I've saw the Current in Wire special relativity magnetism question, but the answer did not convince me at all.
My doubt is crystal clear.
I know the electrons move in a very high velocity in all directions and often collide with each other (relaxation time
lapse). This move is random and don't change wire linear density. I also know that the velocity of free electrons (drift speed) in the wire is quite slow, but it defines the current. No drift, no current.
Suppose a external positive charge moving in the same speed of electrons (v
) to the right.
So it should be possible measure a electric (not magnetic) force on it, because the electron drift in the current direction is denser and are many free electrons that sum up this tiny effect.
If one changes the reference moving together electrons in the wire, I think that is concerning the drift speed and not the real average electron velocity in random directions.
In the stationary reference, except for drift, the average velocity of both electrons and protons approaches 0.
When the reference is changed relative to speed v
to the right. First, we suppose that it's the average electron velocity. In that case, the electrons will no longer be stopped but at a mean velocity v
to the left. The protons have exactly the same behavior, so both shrink their distances and the wire linear density remains the same.
So, it only makes sense to refer to stopped electrons if we were talking about the drift velocity that is zero when there is no current. The reasoning that walking along with the drift then makes sense. In the new reference, the protons now have a drift to the left and the eletrons be stopped in the referece that uses drift velocity to the right
However, in that case, the the total effect would be supposed to be low, according to some respondents, but it's the only one that make sense.
I'm confused.
In short, why is there no electric force (just magnetic force) acting in a moving charge on the stationary reference?
if drift velocity is enough to explain magnetism, why it does not generate shrink with electron drift in stationary reference and therefore the wire is not neutral anymore.
PS
For instance, this article says literally that magnetism comes from the drift velocity
By the way, it's remarkable that we can measure magnetic forces at all, since the average drift velocity in a household wire is only a snail's pace: v/c is typically only $10^{-13}$, so the Lorentz factor differs from 1 only by about one part in $10^{26}$. We can still measure this effect because the total charge of all the conduction electrons in a meter-long wire is tens of thousands of coulombs; two such charges separated by only a few millimeters would exert enormous electrostatic forces on each other.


WHAT YOU NEED TO DO:
Among the entries below, find every line that contains the string "text", then copy it.

DATA LISTING:
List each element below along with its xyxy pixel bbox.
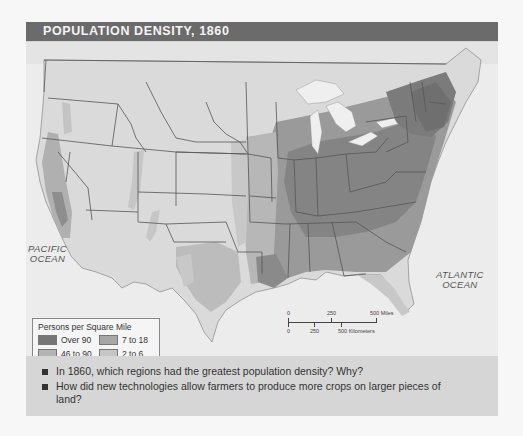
legend-item-over-90: Over 90 xyxy=(38,334,93,345)
legend-item-46-to-90: 46 to 90 xyxy=(38,348,93,356)
legend-swatch xyxy=(38,335,57,345)
legend-item-2-to-6: 2 to 6 xyxy=(99,348,154,356)
scale-tick xyxy=(341,323,342,327)
legend-label: 7 to 18 xyxy=(122,335,148,345)
pacific-label-line2: OCEAN xyxy=(28,254,67,264)
scale-label-miles-0: 0 xyxy=(287,310,290,316)
legend-item-7-to-18: 7 to 18 xyxy=(99,334,154,345)
legend-swatch xyxy=(99,349,118,357)
scale-tick xyxy=(288,323,289,327)
scale-tick xyxy=(331,318,332,322)
scale-bar: 0 250 500 Miles 0 250 500 Kilometers xyxy=(288,310,418,342)
atlantic-ocean-label: ATLANTIC OCEAN xyxy=(436,270,484,290)
scale-line xyxy=(288,322,377,323)
map-graphic xyxy=(26,42,498,356)
legend-label: 2 to 6 xyxy=(122,349,143,357)
question-text: How did new technologies allow farmers t… xyxy=(56,380,442,406)
us-map-1860: PACIFIC OCEAN ATLANTIC OCEAN Persons per… xyxy=(26,42,498,356)
scale-tick xyxy=(314,323,315,327)
scale-label-km-500: 500 Kilometers xyxy=(338,328,375,334)
title-bar: POPULATION DENSITY, 1860 xyxy=(26,22,498,41)
legend-title: Persons per Square Mile xyxy=(38,322,154,332)
scale-tick xyxy=(376,318,377,322)
scale-label-miles-500: 500 Miles xyxy=(370,310,394,316)
question-item: In 1860, which regions had the greatest … xyxy=(42,365,498,378)
legend: Persons per Square Mile Over 90 7 to 18 … xyxy=(32,318,160,356)
scale-label-miles-250: 250 xyxy=(327,310,336,316)
question-item: How did new technologies allow farmers t… xyxy=(42,380,442,406)
scale-tick xyxy=(288,318,289,322)
atlantic-label-line2: OCEAN xyxy=(436,280,484,290)
legend-label: 46 to 90 xyxy=(61,349,92,357)
pacific-ocean-label: PACIFIC OCEAN xyxy=(28,244,67,264)
legend-swatch xyxy=(99,335,118,345)
scale-label-km-250: 250 xyxy=(310,328,319,334)
question-text: In 1860, which regions had the greatest … xyxy=(56,365,363,378)
legend-grid: Over 90 7 to 18 46 to 90 2 to 6 19 to 45 xyxy=(38,334,154,356)
legend-label: Over 90 xyxy=(61,335,91,345)
scale-label-km-0: 0 xyxy=(287,328,290,334)
legend-swatch xyxy=(38,349,57,357)
questions-box: In 1860, which regions had the greatest … xyxy=(26,358,498,416)
map-title: POPULATION DENSITY, 1860 xyxy=(43,24,229,38)
map-figure: POPULATION DENSITY, 1860 xyxy=(26,22,498,416)
square-bullet-icon xyxy=(42,384,48,390)
square-bullet-icon xyxy=(42,369,48,375)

EXPECTED ANSWER:
question-text: How did new technologies allow farmers t… xyxy=(56,380,442,406)
question-text: In 1860, which regions had the greatest … xyxy=(56,365,363,378)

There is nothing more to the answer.